Monday, 7 May 2012

Interesting times

Just happened on a breakdown of the French presidential elections results via the Libération web site.  It gives the result for the nation as a whole, and a breakdown by departments and individual communes; for the first and second rounds and for the two previous présidentielles as well.  It also gives the size of the electorate in each commune, the number voting and the number of voters who expressed a valid vote.  A must-see for anyone with a connection to France and an interest in politics.  In brief, Sarko is out, decisively, but by no means by a landslide.  Hollande is in - France's first socialist president since François Mitterand whose 14-year presidency ended in 1995 - with a Keynesian agenda of stimulating the economy out of recession, in stark contrast with the EU's policy of austerity.  Perhaps we'll see in my lifetime who was right.
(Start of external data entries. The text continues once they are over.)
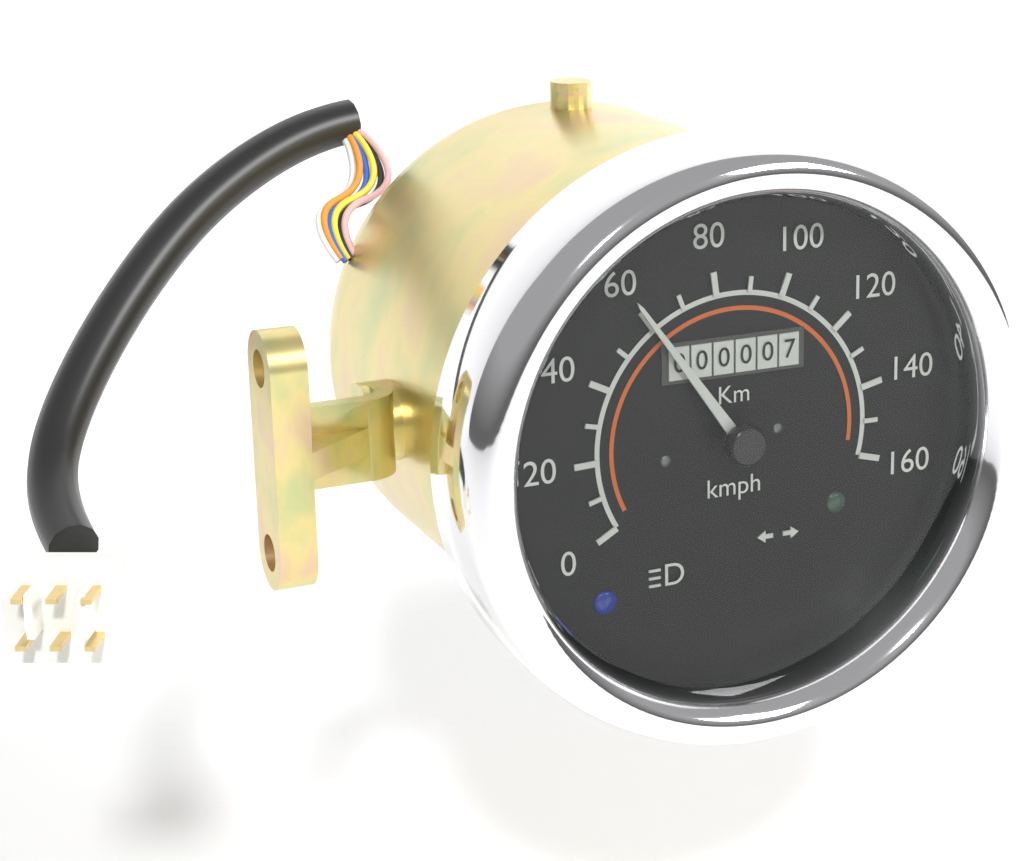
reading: 60 km/h
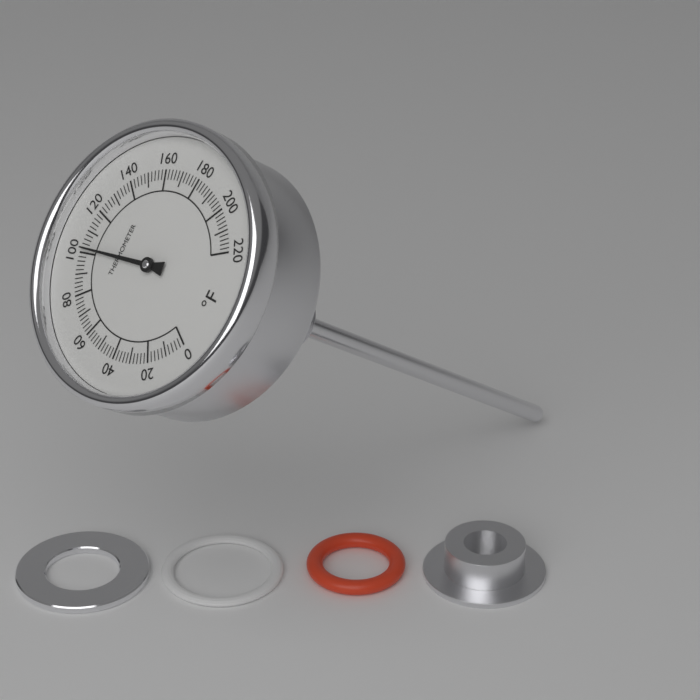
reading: 102 °F
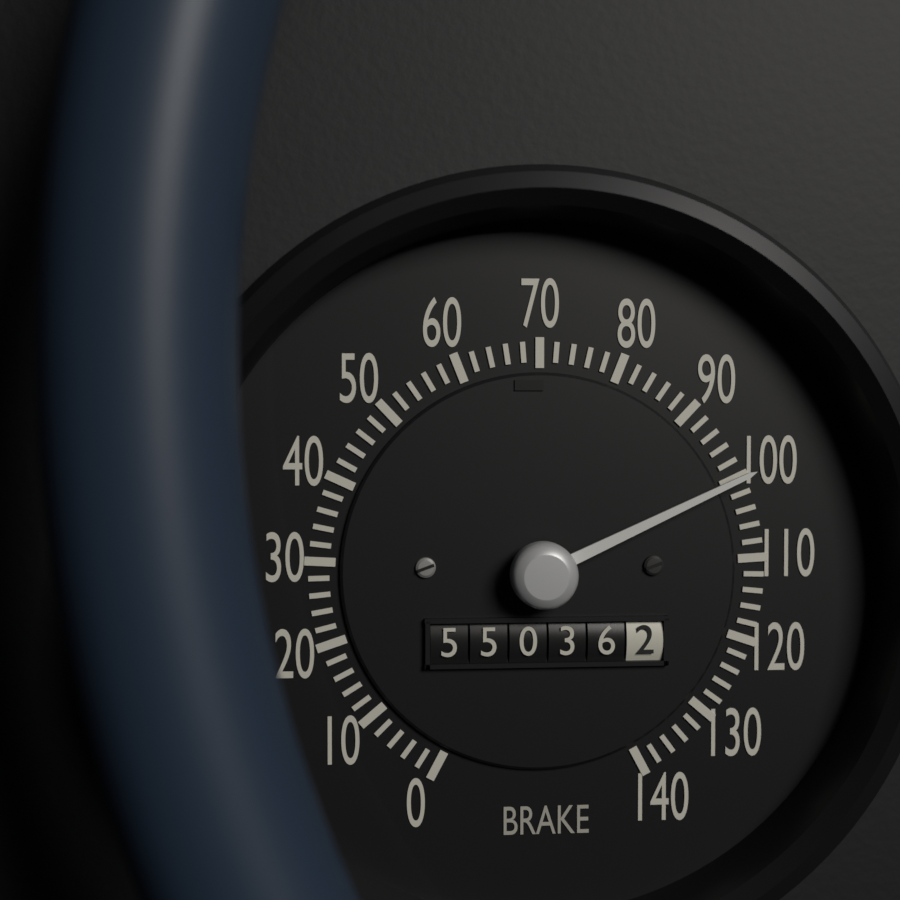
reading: 100 (no unit)
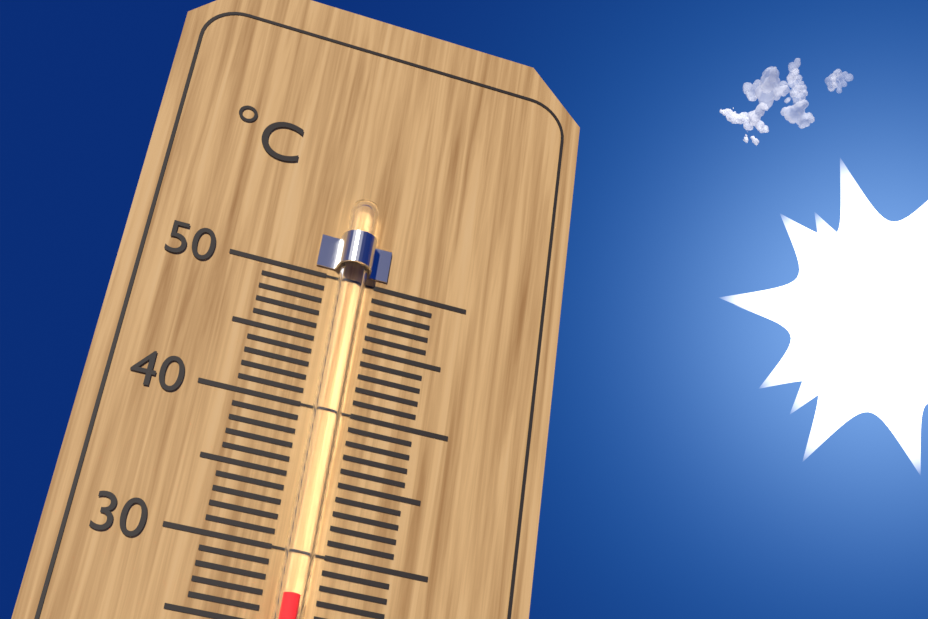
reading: 27 °C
Of more interest is the outcome of the imminent législatives, in which French voters will elect their parliamentary representatives.  I imagine that not a few European heads of government will be hoping for another cohabitation: a left-wing president and a right-wing prime minister, which would cripple Hollande's hopes of pushing through a radical programme.  Such a result is not unthinkable, since the result of the presidential election has, I think, as much to do with Sarko's personal unpopularity as with any degree of political conviction, and the narrowness of the vote could conceal an underlying tendency to the centre-right. Whatever the result, it can hardly be worse, some might say, than the lumbering coalition now in power in a neighbouring Member State.